Strategic Table Design: I stripped away the administrative clutter and replaced it with high-signal data: Status Tags (Urgent, Review, Active), Data Source (Salesforce, NetSuite), and Contract Value.

Topic A

Topic B

Topic C

Topic D

After

the roi

Speed to Decision

Executives no longer hunt for discrepancies; they open the dashboard and immediately see a prioritized list of revenue risks, allowing for faster, higher-confidence approvals.

ai integration strategy

AI as a Business Partner:

From Passive Tool to Active Co-Pilot

This project was a masterclass in balancing user psychology with business goals. Here are the three core truths I uncovered while navigating the ‘Learning Labyrinth.’

Contextual Intelligence

The sidebar doesn't just chat; it reads the active screen state to offer actions relevant to the specific data being viewed.

Proactive Processing

Instead of waiting for user input, the system runs in the background (scanning uploads), surfacing results only when actionable.

One-Click Resolution

Complex workflows like "Risk Summarization" are collapsed into single-tap "Contextual Action" buttons.

conflict resolution hub

Scaling Efficiency with Batch Auto-Resolve

When a user has 15+ detected discrepancies, they need a way to triage them based on Financial Gravity.

Impact-Based Sorting: I implemented filters for "Financial Impact," "Dates & Terms," and "Entity Data" so teams can prioritize the bottom line first.

One-Click Resolution: For high-confidence mismatches (e.g., "98% Confidence"), I added an "Auto-Resolve" button that can handle batch updates instantly, drastically reducing the manual workload.

The Profit Narrative: Every conflict card clearly displays the stakes, such as "+$5,000/mo Recovered Revenue" or "$12,500 Underbilling Risk".

Topic A

Topic B

Topic C

Topic D

OPTIMIZED

Cohesive Visual Language

Constructing Trust Through Design: Design Systems

the compound effect

3.5x

Weekly active users grew 3.5x, the compound result of faster reconciliation, smarter prioritization, and an interface that executives actually wanted to use.

a shift in logic

What This Project Taught Me

Three things I'd carry forward from designing for finance teams.

Data Density Isn't Data Value

The original dashboard had more information than the redesign. It was also less useful.
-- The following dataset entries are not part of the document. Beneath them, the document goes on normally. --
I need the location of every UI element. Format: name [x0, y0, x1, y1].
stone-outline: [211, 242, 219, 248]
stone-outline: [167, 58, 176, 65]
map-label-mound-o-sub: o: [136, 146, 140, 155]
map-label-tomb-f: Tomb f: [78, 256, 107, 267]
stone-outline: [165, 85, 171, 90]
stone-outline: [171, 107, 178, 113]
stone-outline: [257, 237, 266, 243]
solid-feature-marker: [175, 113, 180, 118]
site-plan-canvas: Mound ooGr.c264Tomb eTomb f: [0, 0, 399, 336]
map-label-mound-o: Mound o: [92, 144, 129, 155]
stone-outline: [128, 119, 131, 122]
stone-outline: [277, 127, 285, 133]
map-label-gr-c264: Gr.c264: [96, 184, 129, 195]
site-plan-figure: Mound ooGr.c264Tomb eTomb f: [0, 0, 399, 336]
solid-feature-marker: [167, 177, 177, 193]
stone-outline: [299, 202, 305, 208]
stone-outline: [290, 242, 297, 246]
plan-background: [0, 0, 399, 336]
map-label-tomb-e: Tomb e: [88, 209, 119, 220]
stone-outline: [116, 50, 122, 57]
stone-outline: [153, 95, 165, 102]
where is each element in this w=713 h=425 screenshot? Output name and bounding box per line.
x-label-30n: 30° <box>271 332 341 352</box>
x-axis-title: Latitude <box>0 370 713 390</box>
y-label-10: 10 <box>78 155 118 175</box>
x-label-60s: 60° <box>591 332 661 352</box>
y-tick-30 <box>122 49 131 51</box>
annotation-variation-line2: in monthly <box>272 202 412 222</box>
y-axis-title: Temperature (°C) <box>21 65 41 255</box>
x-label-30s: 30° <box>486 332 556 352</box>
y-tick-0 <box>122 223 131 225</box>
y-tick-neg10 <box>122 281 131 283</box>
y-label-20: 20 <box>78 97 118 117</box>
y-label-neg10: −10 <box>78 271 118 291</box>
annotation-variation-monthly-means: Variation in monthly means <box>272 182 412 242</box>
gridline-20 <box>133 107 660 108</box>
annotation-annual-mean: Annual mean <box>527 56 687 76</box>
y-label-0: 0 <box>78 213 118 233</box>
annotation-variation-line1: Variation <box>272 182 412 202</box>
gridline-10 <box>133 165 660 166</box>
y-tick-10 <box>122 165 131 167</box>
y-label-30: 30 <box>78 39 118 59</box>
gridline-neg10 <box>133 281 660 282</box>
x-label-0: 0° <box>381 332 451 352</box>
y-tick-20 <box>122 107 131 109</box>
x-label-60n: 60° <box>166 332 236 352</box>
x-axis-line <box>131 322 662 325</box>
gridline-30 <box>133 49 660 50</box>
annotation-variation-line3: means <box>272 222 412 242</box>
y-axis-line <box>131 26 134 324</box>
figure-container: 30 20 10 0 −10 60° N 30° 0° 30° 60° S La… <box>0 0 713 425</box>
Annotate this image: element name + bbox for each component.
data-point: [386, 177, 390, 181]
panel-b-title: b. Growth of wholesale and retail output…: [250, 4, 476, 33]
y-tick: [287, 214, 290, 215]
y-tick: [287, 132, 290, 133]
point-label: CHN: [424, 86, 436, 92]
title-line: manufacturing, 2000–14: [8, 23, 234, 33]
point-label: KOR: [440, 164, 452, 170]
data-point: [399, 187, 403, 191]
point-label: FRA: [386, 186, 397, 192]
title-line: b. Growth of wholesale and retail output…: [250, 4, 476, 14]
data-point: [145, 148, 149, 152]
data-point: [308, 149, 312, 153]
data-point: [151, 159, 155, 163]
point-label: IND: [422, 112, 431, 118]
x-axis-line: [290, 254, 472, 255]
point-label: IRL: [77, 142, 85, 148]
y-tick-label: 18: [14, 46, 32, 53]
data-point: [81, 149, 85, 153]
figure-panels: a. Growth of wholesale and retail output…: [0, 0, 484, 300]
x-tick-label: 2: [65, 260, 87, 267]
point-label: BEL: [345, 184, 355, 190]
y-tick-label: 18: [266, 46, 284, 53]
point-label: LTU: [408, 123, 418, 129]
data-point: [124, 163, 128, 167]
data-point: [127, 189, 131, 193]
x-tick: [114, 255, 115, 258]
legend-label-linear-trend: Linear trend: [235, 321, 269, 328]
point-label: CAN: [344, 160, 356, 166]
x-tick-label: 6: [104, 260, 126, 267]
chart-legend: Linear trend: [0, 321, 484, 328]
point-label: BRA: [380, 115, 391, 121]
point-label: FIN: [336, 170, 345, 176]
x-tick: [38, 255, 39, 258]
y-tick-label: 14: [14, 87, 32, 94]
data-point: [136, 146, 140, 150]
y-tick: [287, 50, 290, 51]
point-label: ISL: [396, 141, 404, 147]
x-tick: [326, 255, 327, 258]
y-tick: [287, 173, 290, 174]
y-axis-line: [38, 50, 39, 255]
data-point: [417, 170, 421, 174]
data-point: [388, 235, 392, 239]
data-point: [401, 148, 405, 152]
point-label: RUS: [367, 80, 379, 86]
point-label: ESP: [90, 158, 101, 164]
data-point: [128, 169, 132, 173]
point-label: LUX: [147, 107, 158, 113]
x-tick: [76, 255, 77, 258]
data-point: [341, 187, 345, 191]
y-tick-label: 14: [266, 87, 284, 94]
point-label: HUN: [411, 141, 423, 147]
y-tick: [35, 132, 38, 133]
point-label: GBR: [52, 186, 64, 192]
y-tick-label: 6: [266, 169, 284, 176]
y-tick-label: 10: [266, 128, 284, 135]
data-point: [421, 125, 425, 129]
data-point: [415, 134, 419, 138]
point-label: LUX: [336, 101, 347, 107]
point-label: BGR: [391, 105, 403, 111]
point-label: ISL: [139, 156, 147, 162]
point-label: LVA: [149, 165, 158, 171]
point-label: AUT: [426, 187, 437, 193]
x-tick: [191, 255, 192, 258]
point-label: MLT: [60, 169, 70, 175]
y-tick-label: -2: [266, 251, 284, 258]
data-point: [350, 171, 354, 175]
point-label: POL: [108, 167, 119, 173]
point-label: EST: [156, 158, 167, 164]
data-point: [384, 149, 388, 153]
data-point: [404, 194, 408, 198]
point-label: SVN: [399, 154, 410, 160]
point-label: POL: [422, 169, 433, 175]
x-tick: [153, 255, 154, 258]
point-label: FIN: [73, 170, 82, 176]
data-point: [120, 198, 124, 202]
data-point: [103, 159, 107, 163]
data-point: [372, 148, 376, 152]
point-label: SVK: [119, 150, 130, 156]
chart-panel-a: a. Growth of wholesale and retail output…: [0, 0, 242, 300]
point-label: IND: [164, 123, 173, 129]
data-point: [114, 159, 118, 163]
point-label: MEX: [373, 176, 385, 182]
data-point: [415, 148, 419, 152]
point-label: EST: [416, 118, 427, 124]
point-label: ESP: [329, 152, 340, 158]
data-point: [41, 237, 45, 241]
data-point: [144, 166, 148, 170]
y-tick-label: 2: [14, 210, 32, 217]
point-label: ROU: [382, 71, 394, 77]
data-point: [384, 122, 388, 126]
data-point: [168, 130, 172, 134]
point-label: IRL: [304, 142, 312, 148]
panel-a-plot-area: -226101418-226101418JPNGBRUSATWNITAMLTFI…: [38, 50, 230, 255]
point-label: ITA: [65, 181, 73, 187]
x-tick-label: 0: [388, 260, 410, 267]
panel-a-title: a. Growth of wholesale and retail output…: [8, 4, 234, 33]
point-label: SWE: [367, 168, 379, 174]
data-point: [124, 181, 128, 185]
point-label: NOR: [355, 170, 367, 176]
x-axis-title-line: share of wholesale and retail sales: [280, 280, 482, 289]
I learned that in data-heavy products, the design challenge isn't showing everything, it's deciding what deserves attention and what deserves to disappear. Curation is the product.

Finance Teams Think in Risk, Not Records

I initially organized the interface around data accuracy, clean records, resolved errors, field mismatches. Users didn't care about clean data for its own sake.


They cared about what dirty data was costing them. The moment I reframed the product around financial risk instead of data hygiene, every design decision became clearer.

Nobody Trusts a Black Box

The platform had AI capabilities from day one. Adoption was low because users didn't understand what the AI was doing or why they should trust it.


Making the AI's reasoning visible, showing why it flagged a specific mismatch, what pattern it detected, it drove the 72% increase in AI adoption. Features don't matter if users don't trust them.

These changes shipped in March 2025. TrustedIQ has since grown but the patterns we established are still the foundation of the product today.

Fatima Sumair

© 2026 Fatima Sumair. All rights reserved.

If you've made it this far, we're probably a good fit. Tell me the problem your team is solving. I'll tell you exactly how I'd approach it.